Secretary of State Marco Rubio claims the authority to unilaterally declare students who protest the Israel-Gaza war antisemites and terrorism supporters in order to kick them out of the country.
So when even Rubio’s State Department doubts the government has grounds to deport a student — especially an anti-war student from the Middle East — the administration’s position must be exceptionally weak. In the case of Tufts University student Rümeysa Öztürk, it is. The only known “evidence” against her was her co-authoring an op-ed criticizing the war and calling for Tufts to divest from Israeli investments.
According to The Washington Post, the department issued a memo reaching one of the most obvious conclusions in the history of memos – that the Department of Homeland Security’s claim that Öztürk acted “in support of Hamas,” and therefore could be thrown out of the country, is baseless.
Yet the public hasn’t seen that key document about Öztürk, who was abducted by plainclothes federal agents in March and is currently in an immigration jail in Louisiana. The Post’s source was only able to “describe” the memo’s content to journalists.
Nor has the public seen another memo, also reported by the Post, from DHS official Andre Watson to senior State Department official John Armstrong, accusing Öztürk of “anti-Israel activism” with “adverse policy consequences for the United States.” Tellingly, the only example provided by Watson, according to the Post, was the aforementioned op-ed.
These two documents expose the frivolousness of the administration’s case against Öztürk, which is central to one of the most important public debates in America, now and possibly ever. And it’s alarming that whether the government can incarcerate and expel non-citizens (and maybe citizens) who express ideas it doesn’t like qualifies as a “debate” these days.
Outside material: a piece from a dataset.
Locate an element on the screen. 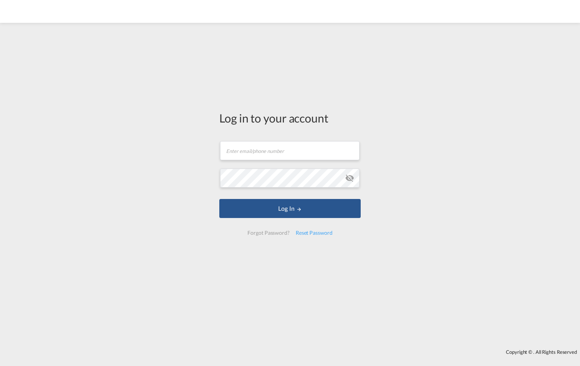 The height and width of the screenshot is (366, 580). md-icon: icon-eye-off is located at coordinates (350, 178).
Federal courts up to the Supreme Court have shot down the administration’s due process-free deportation practices. Some of President Donald Trump’s closest supporters, both in Congress and popular culture, are breaking from his rhetoric on this issue, recognizing the obvious dangers of persecuting nonviolent anti-war speech. Journalists everywhere are self-censoring and pulling stories out of fear of being thrown in jail cells from Louisiana to El Salvador.
A country that expels op-ed writers and hides government records about why simply does not have freedom of the press.
Last week, Federal Communications Commission Chair and shameless Trump lapdog Brendan Carr (the guy wears a golden bust of Trump as a lapel pin) threatened to investigate news outlets that doubt the administration’s false narratives or don’t air all of its spin sessions. Predictably, a Trump-aligned organization filed an FCC complaint echoing Carr’s nonsense.
All that is to say, it’s a big deal that even the State Department knows the administration is wrong. The existence and substance of the two memos have already been reported, so the cat is out of the bag — there is no basis for secrecy. There never was. And there is little risk of tainting a future jury pool — Öztürk can only dream of that kind of due process.
In any event, now that the memos have been disclosed, it’s hard to argue that the public is better off with a potentially incomplete news report than with the entire documents. But this is an administration that believes questioning its infallibility is contrary to the “public interest.”
That’s not how officials who are confident in the accuracy of their facts and the soundness of their legal arguments behave. The administration needs to be prepared to defend its (indefensible) views on free expression, not hide from them. If it claims the First Amendment tolerates throwing people out of the country for using news ink to express political beliefs shared by millions, it needs to be transparent, including about why it overruled internal dissent.
We’ve filed Freedom of Information Act requests for both memos. We know the administration is likely to deny those requests, and we’re prepared to put up a fight there and anywhere else we see an opportunity to force some transparency out of this lawless administration.
As a press freedom organization, there’s no other option. A country that expels op-ed writers and hides government records about why simply does not have freedom of the press.